February 28, 2018

Becalmed for a week

The past few blog entries have been mostly rearward looking. I have yet to offer any impressions about our new living space or place. So this post will be the last one for a while chronicling what’s done. It describes a thought-provoking week in a State of Uncertainty before I could leave for the United States. Let’s capture this one just for me, for posterity.

As written in the prior entry we departed India in the evening of October 31 with only a few hours left on our visas. I was on the ground in Tennessee by November 8. The week between was a bit of a blank space. Let me explain:

I recall landing in Tokyo and then taking a 737 that hugged the coastline of Honshu as we veered southwest. The skies were eggshell blue and cloudless. From my window seat it looked like a real-life version of Google Earth because I could recognize the major cities and coastline below. It was a bright, shining welcome back to Japan, our way station until new instructions and visas would move us to the next gig in America.

Naomi’s folks provided their wonderful hospitality. However, we had no cellphones, no landline Internet connection, nor even a notebook computer—all were left in India and need time and a residence to re-acquire. We were thus technology and connectivity naked. I only possessed my permanent private email account and public phones to reach out and annoy someone.
Initially, it was liberating. I did not feel compelled to respond to buzzes and beeps, or check messages.
I felt less connected to the Matrix.
I found time to read silly books like World War Z, An Oral History of the Zombie War and Dolores Claiborne.
No more WhatsApp and email reflex checks!
When Naomi and the girls went out I was alone and disconnected from the world and all its tedious anger.
I took pleasure drives.
I had coffee with a few old friends and just spoke with them without sidelong glances at a phone or whatever gadget drove my day. 
After a few days of wallowing in this beautiful inertia my addled brain registered that it was nigh time to reconnect with the world. I found a new internet café in Hatsukaichi that is less scuzzy than the Popeye I used to frequent. Although it definitely had some semi-permanent residents, it had fewer adult-themed posters on the bathroom walls and smelled less like a college dorm. 
The “business suite” computer/phone/fax rentals offered a comfy chair, printer, and the means to check on my visa status. And so began the next phase of this becalmed week: twice-daily trips to the same internet café to check my email and send replies to my friendly “relocation associate”, Julie, in Texas, and the company’s legal team who were arranging my visa-related paperwork. Julie became an e-friend who offered morale-raising advice and stood by me (figuratively) while we both awaited the two Ps: permissions and paperwork. I sent Julie a note of sincere condolence when 26 people were murdered in mass shooting at a Texas church. It felt more real now that I was bringing my family to the United States. She was one of those people that you meet by chance for a brief time in your life yet leave you lasting memories. She is a nice person who did a tough job on my behalf.

After several days of this email tag, bad coffee, a modicum of angst, and seclusion in my internet cubicle, the message came with my visa waiver information. My flight was set within minutes, and I departed that week of stasis the next morning for Seoul, Vancouver, Seattle, and finally, Tennessee. Another new beginning beckoned.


■ **Instructions to follow**: With pictures left out, retype exactly the lines from the one containing "Select *human hair* with a bounding box." through the final line of the entries.

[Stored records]
BEGIN
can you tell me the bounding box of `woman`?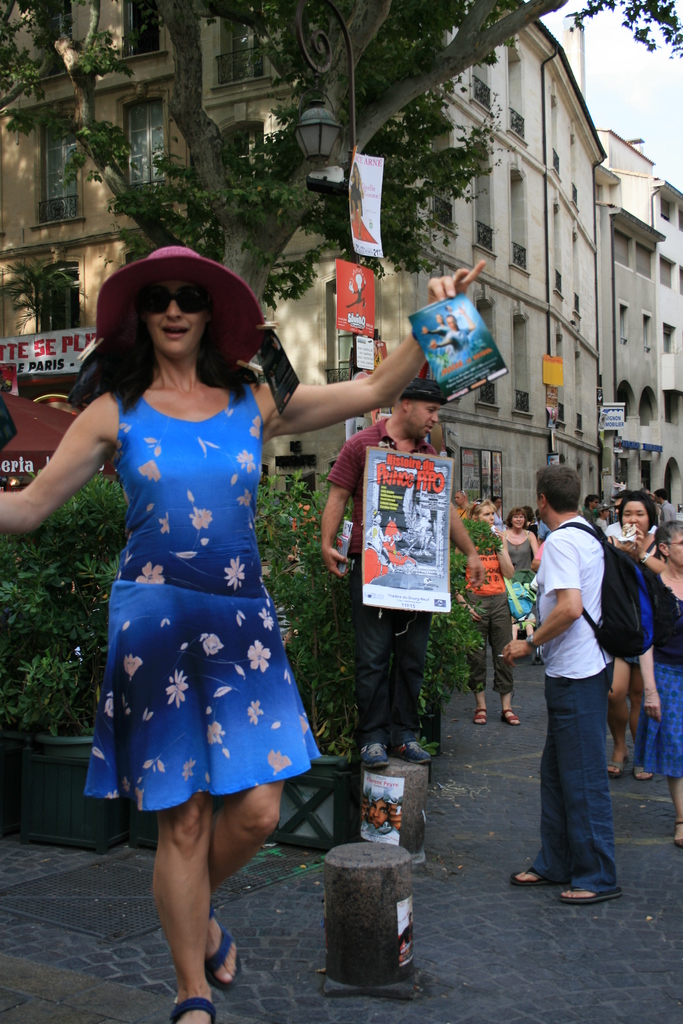
(463, 498, 523, 725).
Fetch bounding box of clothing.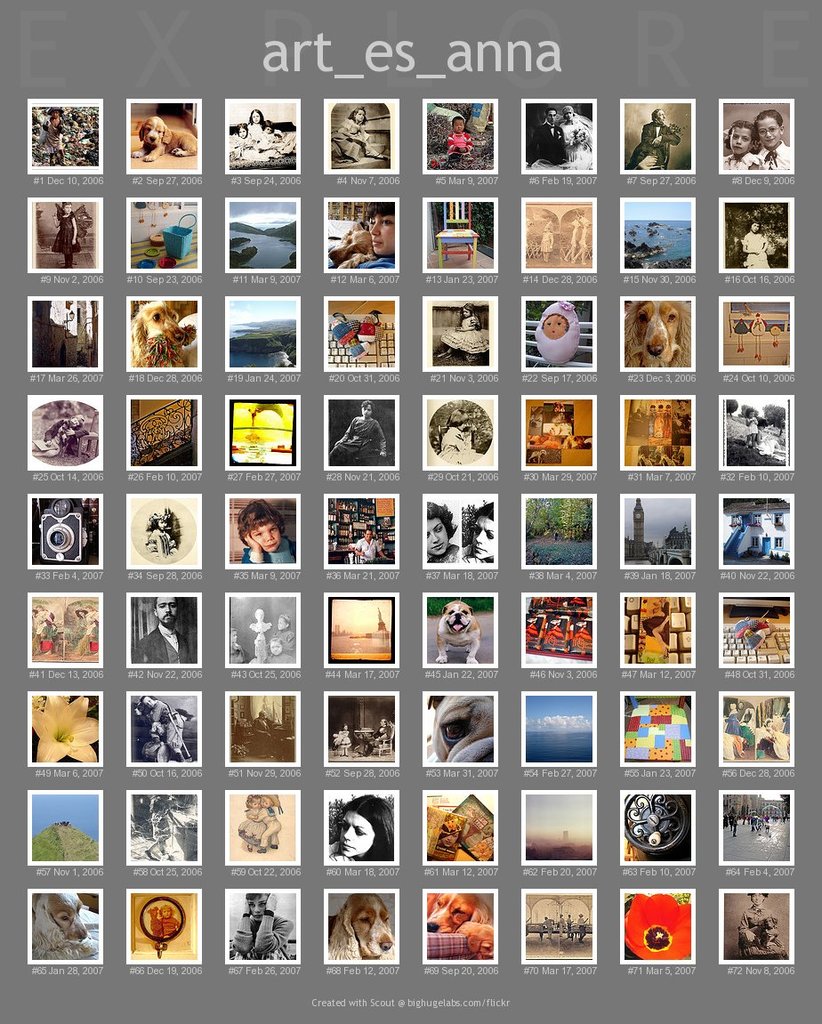
Bbox: {"left": 145, "top": 698, "right": 181, "bottom": 757}.
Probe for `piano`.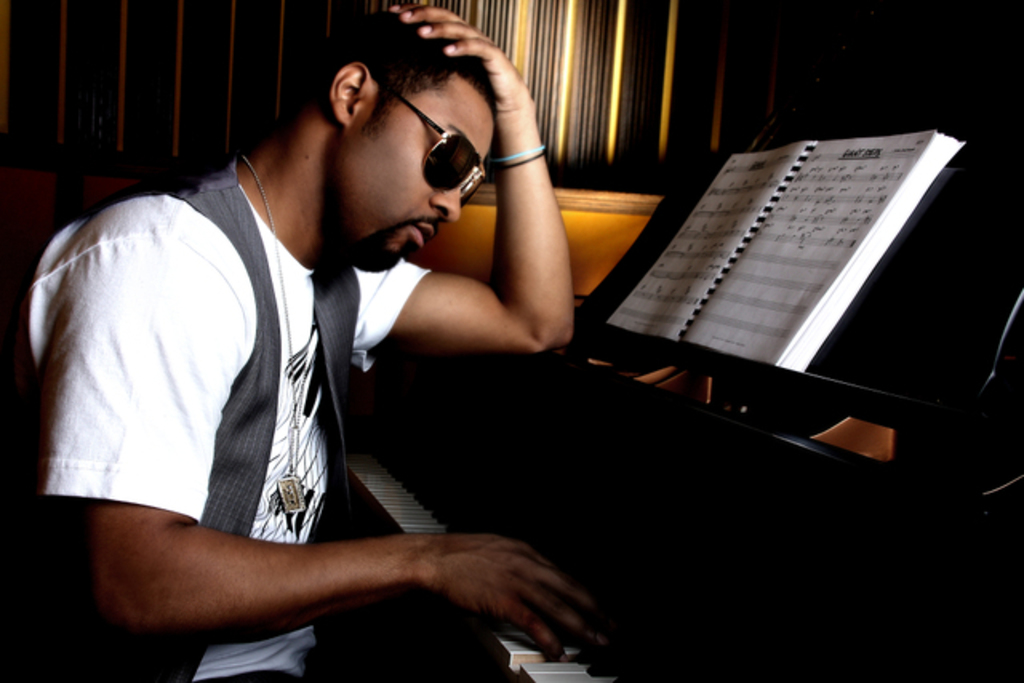
Probe result: detection(158, 93, 1022, 681).
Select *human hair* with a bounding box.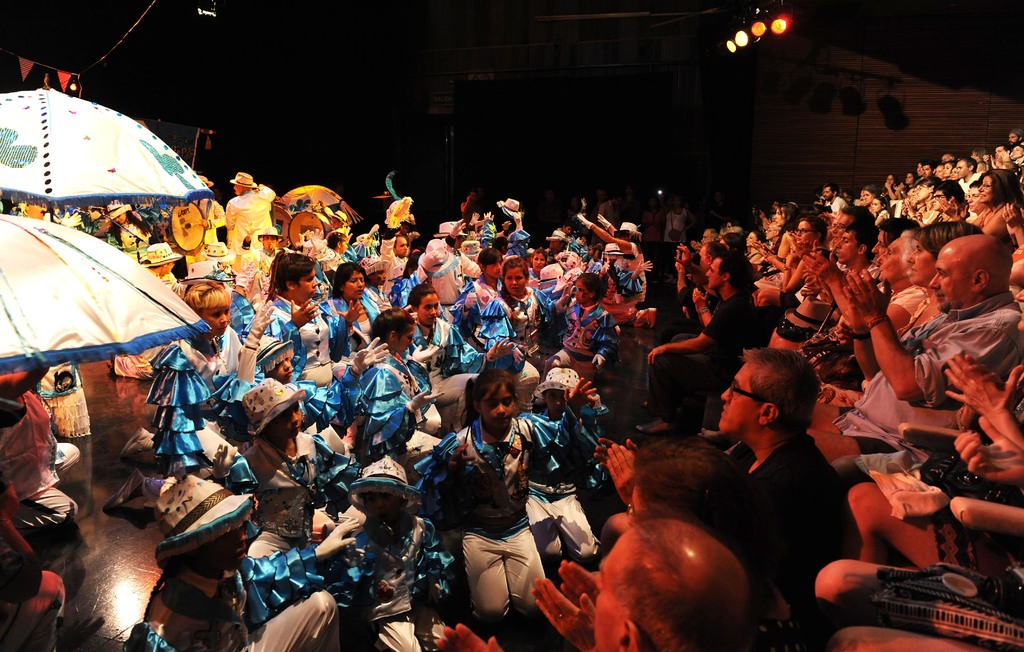
<box>876,192,895,215</box>.
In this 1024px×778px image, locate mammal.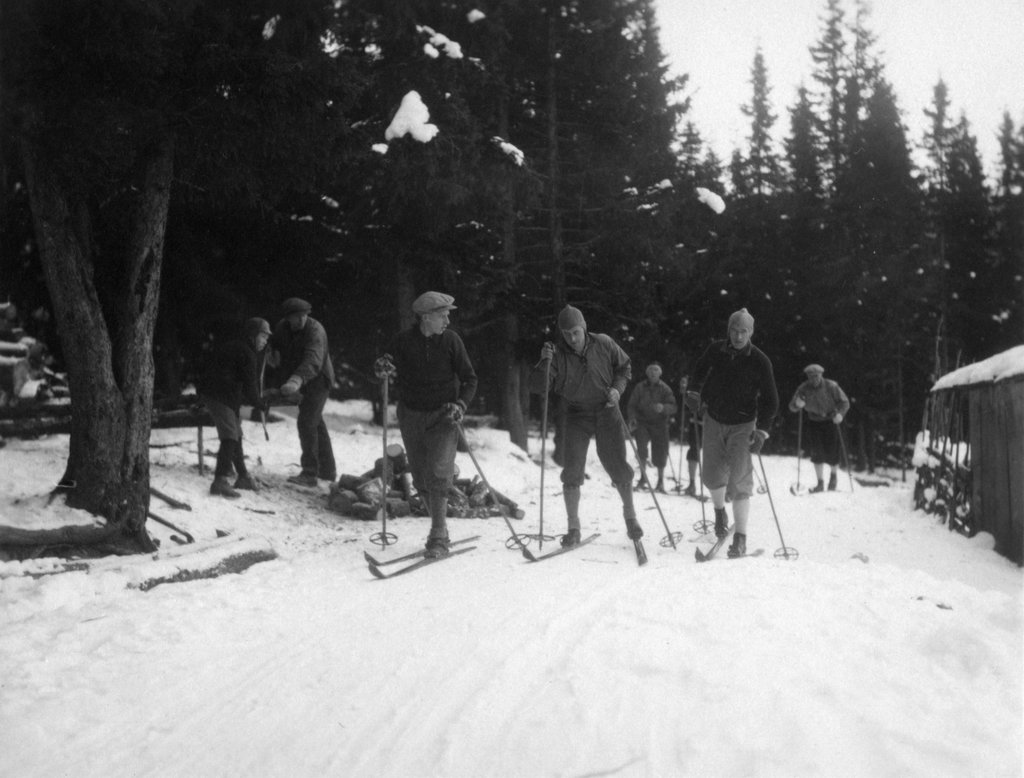
Bounding box: l=197, t=315, r=273, b=495.
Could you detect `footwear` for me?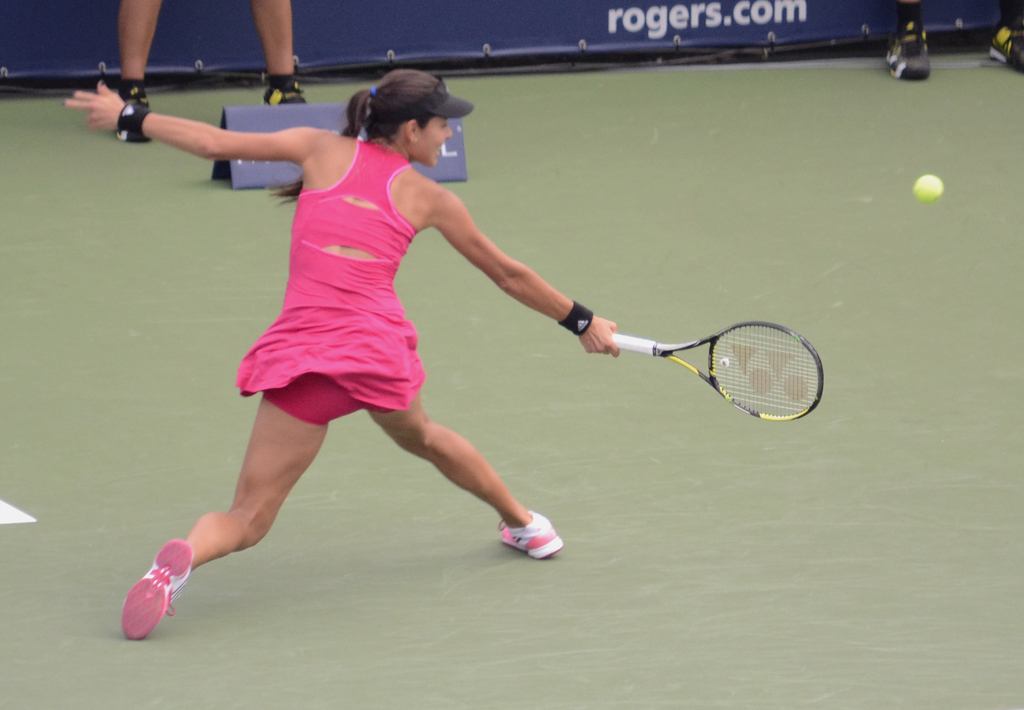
END
■ **Solution for this problem**:
Select *human hair* with a bounding box.
<box>876,192,895,215</box>.
In this 1024px×778px image, locate mammal.
Bounding box: l=197, t=315, r=273, b=495.
Could you detect `footwear` for me?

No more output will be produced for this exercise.